Until then, I'll have to satisfy my interest in what's there, I suppose. Love-starved, under-sexed emos of the world, take heart!

09 January 2009

Resolutions for a New Year: 2009 Edition

Is it too late to post my resolutions for 2009? I never write them on January 1st - I like to think about them for a while, contemplate what it is I want to do with myself after all of the sound and fury of the holidays has died down a bit. This year's goals are mainly professional, though the ubiquitous health/fitness stuff is thrown in there as well.

Some people find it juvenile and a waste of time to make New Year's Resolutions. I say we should always have goals - we should always be striving to make ourselves better, to stretch our horizons, to force ourselves to go places we've never gone before, both personally and professionally. The best advice I ever heard from a self-help book/person/whatever (I don't remember the source) was this: Do something every day that scares the shit out of you.

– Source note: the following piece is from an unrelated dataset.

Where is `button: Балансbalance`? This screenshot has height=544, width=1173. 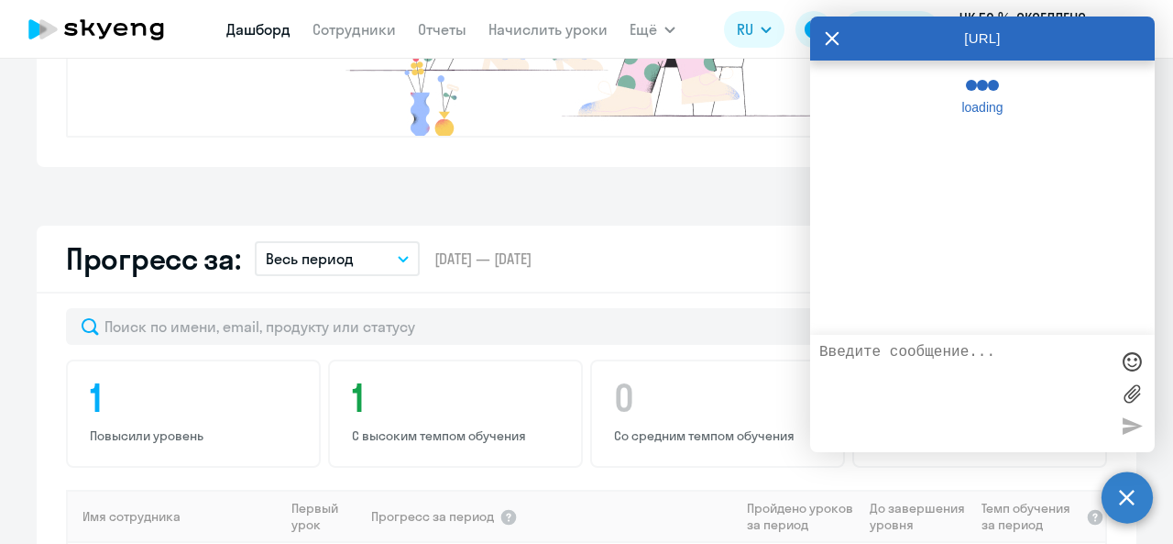 button: Балансbalance is located at coordinates (891, 29).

Others deride New Year's Resolutions because they say you should make goals all of the time, that you shouldn't wait until a new year to challenge yourself. Now, I agree with this 100% -but it's important to note that a new year has psychological significance as well - it's a clear cut beginning, a line in the sand, a starting gate. The idea that I'm going to start fresh and ready to go in January helps me to relax during the holidays and not freak out that X,Y, & Z aren't getting done, that I'm slacking off to spend lots of luxurious time with my family. I know that come the beginning of the new year, when everyone goes back to school & work, I'm ready to go. Call it a mental crutch, whatever. We do what we must.

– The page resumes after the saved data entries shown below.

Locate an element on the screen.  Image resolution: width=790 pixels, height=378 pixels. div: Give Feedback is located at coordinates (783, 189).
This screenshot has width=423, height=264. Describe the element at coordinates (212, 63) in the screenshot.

In any case, without further ado, here is the list:

1) Publish (not write, publish) 10 short stories.

2) Write a book. (Not publish, but write, polish, and send out to potential agents)

3) Read 55 books (Up from 50 last year - I ended up with 51, so I figure this is achieveable)

4) Lose 20 lbs (On everyone's list I know)

5) Run a 5K race. (Only about 3 miles - I can do this if I get consistent with my exercise routine)

So there you have it. I try to keep them within the realm of possibility. The 10 stories is ambitious, I know, since I have placed only 2 in the last year, but damnit, you gotta push hard sometimes. We'll see how it goes.